I think my WeiMart has subterranean entrances because the customers appear to be Moorlocks.
if you shop at wall mart you have to understand: you will not be with the beautiful people..and most smell bad and spandex is horribly abused..missing teeth, tats, nose rings, and ragged children under foot..bring a purfumed silk to avoid the offensive air.
This could be a case of Walmart's success working against them. A few years back I spoke at length to a Walmart buyer while flying from the east coast to the west coast. She explained in some detail how their massive purchasing power allowed them to dictate terms to their suppliers. No one wants to be left out of Walmart and their enormous sales potential she told me. She told me of their "net never" terms. She went on to explain that they frequently had net 6 months terms with vendors and the 6 month period did not start until the goods were processed into their inventory system, which often took several months from the time the goods were delivered to the warehouse. I would not be surprised if many vendors cash flows had dropped to the point where that those terms simply no longer worked for them and thery were re-directing their products to merchants who paid quicker. No real verification for her story, but she seemed sincere and knowledgeable. It was also a few years back when this conversation took place so who knows. I personally despise what Walmart has turned into since the old man died. I remember when Walmart was considered a model retailer and employer. Now it is just a profit mill for the old man's heirs. Pretty sad.

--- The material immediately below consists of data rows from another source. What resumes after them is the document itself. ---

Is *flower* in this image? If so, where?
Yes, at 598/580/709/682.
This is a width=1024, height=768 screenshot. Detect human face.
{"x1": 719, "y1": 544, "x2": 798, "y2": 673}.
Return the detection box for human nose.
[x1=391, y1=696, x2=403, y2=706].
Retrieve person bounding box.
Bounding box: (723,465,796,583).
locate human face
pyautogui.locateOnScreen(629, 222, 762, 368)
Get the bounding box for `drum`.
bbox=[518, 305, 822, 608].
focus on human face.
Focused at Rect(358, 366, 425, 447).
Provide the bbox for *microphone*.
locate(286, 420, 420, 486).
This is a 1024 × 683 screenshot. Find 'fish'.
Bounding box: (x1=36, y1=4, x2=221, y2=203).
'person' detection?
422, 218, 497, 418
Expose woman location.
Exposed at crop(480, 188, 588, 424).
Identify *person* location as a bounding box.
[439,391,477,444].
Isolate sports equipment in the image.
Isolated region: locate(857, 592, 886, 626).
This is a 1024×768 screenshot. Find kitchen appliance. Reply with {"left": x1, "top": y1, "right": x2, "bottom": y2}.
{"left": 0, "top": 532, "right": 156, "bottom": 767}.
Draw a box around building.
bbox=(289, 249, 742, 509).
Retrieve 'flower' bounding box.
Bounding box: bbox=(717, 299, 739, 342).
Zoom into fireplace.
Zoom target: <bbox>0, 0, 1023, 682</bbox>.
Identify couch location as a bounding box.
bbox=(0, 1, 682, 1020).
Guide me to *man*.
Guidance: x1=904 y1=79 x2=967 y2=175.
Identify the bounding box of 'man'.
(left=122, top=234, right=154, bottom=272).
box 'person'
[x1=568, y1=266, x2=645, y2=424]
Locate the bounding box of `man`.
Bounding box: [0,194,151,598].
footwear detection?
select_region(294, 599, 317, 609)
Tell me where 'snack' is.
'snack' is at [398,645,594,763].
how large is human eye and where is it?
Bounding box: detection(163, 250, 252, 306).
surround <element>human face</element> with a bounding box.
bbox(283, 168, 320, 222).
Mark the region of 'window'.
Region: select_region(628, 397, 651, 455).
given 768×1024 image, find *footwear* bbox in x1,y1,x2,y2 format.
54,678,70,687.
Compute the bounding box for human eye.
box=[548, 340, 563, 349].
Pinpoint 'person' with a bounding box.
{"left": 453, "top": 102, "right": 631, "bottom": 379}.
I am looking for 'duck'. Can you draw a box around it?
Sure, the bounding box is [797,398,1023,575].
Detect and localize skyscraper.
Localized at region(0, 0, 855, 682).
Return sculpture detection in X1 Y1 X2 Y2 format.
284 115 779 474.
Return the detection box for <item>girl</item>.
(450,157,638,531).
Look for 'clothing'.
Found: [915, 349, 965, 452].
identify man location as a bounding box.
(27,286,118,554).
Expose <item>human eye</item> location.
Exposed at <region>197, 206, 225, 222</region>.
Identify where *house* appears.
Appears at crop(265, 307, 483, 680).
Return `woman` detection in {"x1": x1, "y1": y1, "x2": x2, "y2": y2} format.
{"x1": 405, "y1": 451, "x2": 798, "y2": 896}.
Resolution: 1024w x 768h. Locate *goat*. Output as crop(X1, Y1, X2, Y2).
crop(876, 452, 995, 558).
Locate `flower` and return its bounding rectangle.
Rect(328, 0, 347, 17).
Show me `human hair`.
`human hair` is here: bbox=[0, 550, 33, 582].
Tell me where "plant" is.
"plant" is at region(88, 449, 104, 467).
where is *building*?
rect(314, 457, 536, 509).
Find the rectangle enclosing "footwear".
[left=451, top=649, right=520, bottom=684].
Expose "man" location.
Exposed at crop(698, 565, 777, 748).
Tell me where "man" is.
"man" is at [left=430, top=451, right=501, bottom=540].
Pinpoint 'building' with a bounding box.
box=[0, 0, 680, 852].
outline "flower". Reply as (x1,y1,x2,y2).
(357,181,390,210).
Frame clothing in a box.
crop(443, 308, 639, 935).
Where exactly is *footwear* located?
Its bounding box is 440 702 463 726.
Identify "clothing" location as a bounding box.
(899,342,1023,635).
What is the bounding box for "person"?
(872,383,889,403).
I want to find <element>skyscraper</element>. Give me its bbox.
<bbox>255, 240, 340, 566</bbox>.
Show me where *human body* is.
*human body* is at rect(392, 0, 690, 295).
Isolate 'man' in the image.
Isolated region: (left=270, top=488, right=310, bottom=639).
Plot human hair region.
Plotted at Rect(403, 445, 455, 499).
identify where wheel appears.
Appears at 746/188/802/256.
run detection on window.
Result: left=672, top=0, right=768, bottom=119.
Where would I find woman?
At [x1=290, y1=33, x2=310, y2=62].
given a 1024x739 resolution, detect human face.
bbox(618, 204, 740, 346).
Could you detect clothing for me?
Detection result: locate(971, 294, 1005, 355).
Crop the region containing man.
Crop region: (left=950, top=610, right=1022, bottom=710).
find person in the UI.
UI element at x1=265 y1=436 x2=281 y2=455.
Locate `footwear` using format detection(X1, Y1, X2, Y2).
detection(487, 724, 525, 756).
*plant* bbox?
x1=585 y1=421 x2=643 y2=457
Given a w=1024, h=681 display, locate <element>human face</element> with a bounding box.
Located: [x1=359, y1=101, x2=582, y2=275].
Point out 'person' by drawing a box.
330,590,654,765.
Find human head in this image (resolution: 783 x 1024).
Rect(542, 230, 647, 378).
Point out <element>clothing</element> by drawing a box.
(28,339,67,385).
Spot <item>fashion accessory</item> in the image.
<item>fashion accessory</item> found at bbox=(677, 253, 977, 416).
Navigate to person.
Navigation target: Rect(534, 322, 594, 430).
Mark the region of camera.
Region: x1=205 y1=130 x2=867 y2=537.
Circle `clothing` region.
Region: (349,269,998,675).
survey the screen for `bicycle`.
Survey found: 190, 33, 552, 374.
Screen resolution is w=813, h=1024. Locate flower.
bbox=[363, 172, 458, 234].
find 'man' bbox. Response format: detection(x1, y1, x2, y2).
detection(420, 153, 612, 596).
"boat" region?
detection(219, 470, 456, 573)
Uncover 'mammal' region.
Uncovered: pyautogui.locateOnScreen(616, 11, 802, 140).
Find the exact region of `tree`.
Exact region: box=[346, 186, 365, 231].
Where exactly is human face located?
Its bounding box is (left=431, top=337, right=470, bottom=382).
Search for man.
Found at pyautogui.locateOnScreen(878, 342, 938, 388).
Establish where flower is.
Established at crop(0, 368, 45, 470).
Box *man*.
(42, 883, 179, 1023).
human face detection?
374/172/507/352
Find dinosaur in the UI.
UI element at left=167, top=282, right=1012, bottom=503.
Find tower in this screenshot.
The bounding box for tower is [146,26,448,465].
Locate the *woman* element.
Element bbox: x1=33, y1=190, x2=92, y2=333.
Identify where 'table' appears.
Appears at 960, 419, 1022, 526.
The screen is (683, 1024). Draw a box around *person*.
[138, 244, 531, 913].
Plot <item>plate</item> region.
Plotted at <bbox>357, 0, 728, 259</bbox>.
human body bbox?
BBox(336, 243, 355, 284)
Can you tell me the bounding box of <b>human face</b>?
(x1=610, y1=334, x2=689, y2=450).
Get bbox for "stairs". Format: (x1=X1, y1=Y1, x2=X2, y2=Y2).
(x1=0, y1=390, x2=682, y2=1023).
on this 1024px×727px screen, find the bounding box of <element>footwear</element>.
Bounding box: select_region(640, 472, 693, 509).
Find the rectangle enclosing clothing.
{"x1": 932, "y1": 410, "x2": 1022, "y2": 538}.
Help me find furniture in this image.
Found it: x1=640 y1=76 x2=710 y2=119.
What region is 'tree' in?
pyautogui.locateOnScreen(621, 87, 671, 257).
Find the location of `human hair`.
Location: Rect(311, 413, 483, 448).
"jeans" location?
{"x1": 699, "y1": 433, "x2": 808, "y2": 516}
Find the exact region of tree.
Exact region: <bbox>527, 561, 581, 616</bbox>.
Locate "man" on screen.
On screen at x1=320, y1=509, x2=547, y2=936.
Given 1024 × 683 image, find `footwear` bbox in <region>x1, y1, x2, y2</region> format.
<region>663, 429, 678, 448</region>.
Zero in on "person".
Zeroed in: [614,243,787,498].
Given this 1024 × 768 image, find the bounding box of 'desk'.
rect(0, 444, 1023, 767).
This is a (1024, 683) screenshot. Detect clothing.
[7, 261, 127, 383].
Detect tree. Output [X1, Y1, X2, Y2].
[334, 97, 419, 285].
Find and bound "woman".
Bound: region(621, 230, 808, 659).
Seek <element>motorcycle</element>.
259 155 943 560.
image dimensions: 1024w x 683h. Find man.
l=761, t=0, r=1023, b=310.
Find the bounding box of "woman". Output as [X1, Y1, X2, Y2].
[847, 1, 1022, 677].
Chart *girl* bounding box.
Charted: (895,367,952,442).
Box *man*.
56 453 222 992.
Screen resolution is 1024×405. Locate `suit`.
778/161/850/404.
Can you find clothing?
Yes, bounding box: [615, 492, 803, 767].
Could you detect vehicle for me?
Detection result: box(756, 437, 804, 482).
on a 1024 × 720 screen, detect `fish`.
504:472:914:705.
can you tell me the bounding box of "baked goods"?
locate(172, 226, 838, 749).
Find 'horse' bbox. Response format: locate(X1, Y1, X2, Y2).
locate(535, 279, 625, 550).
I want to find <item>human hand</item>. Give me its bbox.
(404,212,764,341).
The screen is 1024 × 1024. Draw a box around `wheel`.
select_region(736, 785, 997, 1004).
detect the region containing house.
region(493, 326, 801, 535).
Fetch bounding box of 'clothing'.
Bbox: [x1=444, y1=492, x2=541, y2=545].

It is as she said. And producers have a choice, they can not operate at a loss. They can not give Walmart a 240 day loan on their money at their expense when the "profit" on sales to Walmart is non-existent. They downsize to supply to those with whom they can work to provide an adequate profit for each of them. Everyone else they cut off. Walmart has gone off the cliff, air below. Too bad, so sad (not).
Does stealth inflation bring about stealth shortages?
Over the past few years everyone has been wondering how producers would handle their costs rising when they have no pricing power in market. We've seen the reduction in package content and other manipulations. Well, here's another means: cut off unprofitable business relationships.
Wow, an actually upside to total economic collapse. The demise of walmart.
Food prices have gotten insane. Went to a local grocery store (not WM) and bought very few things, chicken, some pet food, etc. all store brand cheap stuff, maybe 4 plastics bags of stuff - total, and it still cost $60.00!!!!! We are truely fucked!!!
yup
This is not a mystery. WalMart's business model is to offer the lowest prices on everything. If a supplier can get a better price from somebody else, they're not going to do business with WalMart. It used to be the case that WalMart could get suppliers anyway because they moved a lot of volume, but they have moved so far down-market that they inhabit the space where nobody has any money. In short, WalMart have reached the zero-market, so they have no pricing power with suppliers any more. Their business model has hit the wall, and there is no putting it back together.